I was a senior at Cedar Cliff High School in Camp Hill, PA. The morning of the accident, I was in an Exploring the Media class, and our teacher had a relative who worked at a local TV station. Over the classroom intercom, our teacher got a message to go to the office for a telephone call. His brother called him to warn him there had been an accident at the TMI nuclear power plant about 10 miles from Cedar Cliff, but details were sketchy. Not long after that phone call, there was an announcement over the intercom system telling everyone about the accident and saying we should all report to our homerooms and close all the doors and windows. Of course, there were no cell phones with social media or internet news, and we had no access to radios or TV sets, so we had no idea whether the accident was serious.

what I wrote still scares me today

In the hallway, I saw my friend who drove me to and from school most days. We quickly discussed what little information we had about the accident and the little bit we had learned about nuclear radiation in science class. We were convinced that closing doors and windows would be useless if there was a radiation leak. We decided, “If I’m going to die, it sure as he** isn’t going to be in homeroom.” We went to the parking lot, got in her car, and drove away … listening to AM radio to find out whatever we could about the situation.

Karen’s 1979 prom dress

News reports advised we had nothing to fear, and I remember being somewhat comforted by the fact that President Jimmy Carter, who had studied nuclear science, visited the control room a few days after the accident. However, as the situation at the reactor changed over the weekend, we began to feel uneasy that the reactor might not be stable. There was some type of bubble that might burst and release additional radiation. Pregnant women and small children had already been advised to leave the Middletown area, and there was talk of possible wide-spread evacuations. I spent time with my boyfriend, but I also spent time writing in my journal… and what I wrote still scares me today. Teenage hormones don’t mix well with confronting an unknown death from invisible atomic particles.

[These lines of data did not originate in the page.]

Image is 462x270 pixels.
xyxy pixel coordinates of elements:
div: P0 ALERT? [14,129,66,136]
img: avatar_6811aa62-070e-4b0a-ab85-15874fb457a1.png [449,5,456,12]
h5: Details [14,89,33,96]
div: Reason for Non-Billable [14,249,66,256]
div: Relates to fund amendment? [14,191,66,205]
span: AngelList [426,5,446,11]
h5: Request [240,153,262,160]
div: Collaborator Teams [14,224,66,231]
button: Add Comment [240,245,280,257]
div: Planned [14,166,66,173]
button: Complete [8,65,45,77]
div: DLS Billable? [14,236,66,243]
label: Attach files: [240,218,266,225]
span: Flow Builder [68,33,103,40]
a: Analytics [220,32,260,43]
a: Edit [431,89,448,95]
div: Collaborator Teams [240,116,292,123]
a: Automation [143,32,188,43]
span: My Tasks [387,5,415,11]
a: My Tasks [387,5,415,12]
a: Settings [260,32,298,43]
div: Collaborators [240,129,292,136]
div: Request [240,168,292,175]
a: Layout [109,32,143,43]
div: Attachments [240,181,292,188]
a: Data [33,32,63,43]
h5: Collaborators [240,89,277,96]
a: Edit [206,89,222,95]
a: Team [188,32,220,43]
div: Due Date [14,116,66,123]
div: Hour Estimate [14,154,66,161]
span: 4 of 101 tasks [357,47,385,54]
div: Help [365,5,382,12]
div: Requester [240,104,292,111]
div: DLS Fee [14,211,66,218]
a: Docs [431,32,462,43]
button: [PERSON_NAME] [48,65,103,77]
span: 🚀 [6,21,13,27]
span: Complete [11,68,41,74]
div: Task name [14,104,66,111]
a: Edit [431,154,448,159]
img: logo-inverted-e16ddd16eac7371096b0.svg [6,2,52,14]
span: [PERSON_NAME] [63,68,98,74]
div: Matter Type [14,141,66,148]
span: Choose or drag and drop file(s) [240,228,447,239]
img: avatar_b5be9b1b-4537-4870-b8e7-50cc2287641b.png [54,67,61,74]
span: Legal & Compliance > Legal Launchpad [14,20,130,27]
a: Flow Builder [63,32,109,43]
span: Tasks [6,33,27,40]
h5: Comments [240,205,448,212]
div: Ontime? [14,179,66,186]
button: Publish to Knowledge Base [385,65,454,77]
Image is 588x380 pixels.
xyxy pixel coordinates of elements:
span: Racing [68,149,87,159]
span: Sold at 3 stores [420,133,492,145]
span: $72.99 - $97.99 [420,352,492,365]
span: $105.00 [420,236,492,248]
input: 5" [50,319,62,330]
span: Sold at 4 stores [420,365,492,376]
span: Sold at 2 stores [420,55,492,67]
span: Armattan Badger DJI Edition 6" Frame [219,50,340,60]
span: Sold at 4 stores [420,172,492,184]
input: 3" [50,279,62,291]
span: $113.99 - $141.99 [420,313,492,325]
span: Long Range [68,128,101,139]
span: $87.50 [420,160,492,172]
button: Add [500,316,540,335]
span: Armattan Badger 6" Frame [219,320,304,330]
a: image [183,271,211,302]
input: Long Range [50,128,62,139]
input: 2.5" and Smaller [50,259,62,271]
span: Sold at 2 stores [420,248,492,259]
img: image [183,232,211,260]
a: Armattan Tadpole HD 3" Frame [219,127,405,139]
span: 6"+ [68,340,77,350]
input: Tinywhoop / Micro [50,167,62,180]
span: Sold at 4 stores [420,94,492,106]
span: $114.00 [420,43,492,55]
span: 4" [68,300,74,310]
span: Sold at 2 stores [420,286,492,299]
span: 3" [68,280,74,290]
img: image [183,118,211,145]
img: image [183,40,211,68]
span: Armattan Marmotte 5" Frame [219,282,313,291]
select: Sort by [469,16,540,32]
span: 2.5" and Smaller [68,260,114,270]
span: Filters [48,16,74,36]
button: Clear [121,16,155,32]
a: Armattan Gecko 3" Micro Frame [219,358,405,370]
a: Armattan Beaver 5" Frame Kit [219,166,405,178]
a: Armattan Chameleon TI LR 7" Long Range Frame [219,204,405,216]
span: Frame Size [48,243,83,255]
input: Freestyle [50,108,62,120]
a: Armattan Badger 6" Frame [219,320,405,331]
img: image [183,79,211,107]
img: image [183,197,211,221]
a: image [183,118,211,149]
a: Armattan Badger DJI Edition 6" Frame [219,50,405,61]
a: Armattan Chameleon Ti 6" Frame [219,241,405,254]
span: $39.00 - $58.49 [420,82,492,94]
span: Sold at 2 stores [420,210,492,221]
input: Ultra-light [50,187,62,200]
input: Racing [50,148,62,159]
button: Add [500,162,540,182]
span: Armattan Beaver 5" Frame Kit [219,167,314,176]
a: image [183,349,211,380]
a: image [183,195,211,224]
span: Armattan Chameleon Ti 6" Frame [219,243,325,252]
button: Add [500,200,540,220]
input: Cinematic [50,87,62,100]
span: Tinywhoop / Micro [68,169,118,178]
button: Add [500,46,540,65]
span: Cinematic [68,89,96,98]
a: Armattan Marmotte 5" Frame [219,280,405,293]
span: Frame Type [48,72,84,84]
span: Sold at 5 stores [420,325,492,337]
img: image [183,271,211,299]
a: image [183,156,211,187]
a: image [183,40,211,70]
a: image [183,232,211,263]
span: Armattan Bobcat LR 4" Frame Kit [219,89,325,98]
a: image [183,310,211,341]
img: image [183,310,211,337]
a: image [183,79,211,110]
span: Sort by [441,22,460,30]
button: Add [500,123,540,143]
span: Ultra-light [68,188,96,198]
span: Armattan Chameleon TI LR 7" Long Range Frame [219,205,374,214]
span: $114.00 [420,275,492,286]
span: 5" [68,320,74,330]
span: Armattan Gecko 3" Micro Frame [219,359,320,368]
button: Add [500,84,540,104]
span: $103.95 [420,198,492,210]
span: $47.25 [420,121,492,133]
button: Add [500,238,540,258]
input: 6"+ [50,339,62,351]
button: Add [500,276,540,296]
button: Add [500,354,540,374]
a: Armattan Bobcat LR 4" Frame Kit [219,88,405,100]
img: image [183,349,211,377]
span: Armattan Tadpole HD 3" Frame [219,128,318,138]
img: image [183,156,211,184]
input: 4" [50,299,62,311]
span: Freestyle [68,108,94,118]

If evacuations had been ordered, we would have been split up

On Monday, I would be at our family home in Mechanicsburg, and my father would go to his office in Carlisle. My mother’s office was in Lemoyne. If evacuations had been ordered, we would have been split up and sent in different directions. So over the weekend, we decided to all go together to a motel near Chambersburg, PA, about 40 miles from TMI. While we were self-evacuated, my father went to work every day. My mother and I didn’t have much to do in the motel room, and there was a mall nearby. So, we decided to shop for my prom dress, even though my boyfriend hadn’t actually asked me to the prom yet. We spent a couple of days trying on dress after dress, until we finally found the right one … a floor-length mint green sleeveless gown.

Buying that gown was a sign of optimism, a leap of faith that we would have a safe home to go back to, that no one would die in homeroom, and that my boyfriend, friends and I would all go to prom. That all happened, although the outcome wasn’t nearly as happy for others who believe the radiation released permanently affected their health.

Before TMI, I supported nuclear energy, and although I still did so after the accident, I was far more worried about the possible dangers and about the big picture question of whether there was a way to safely store and dispose of nuclear waste. Forty years later, my worries haven’t been resolved. I find it difficult to believe that I can pick up a small, handheld device and instantly communicate with almost anyone almost anywhere in the world… but we haven’t figured out how to safely store or dispose of the byproducts we learned to unleash in the 1930’s.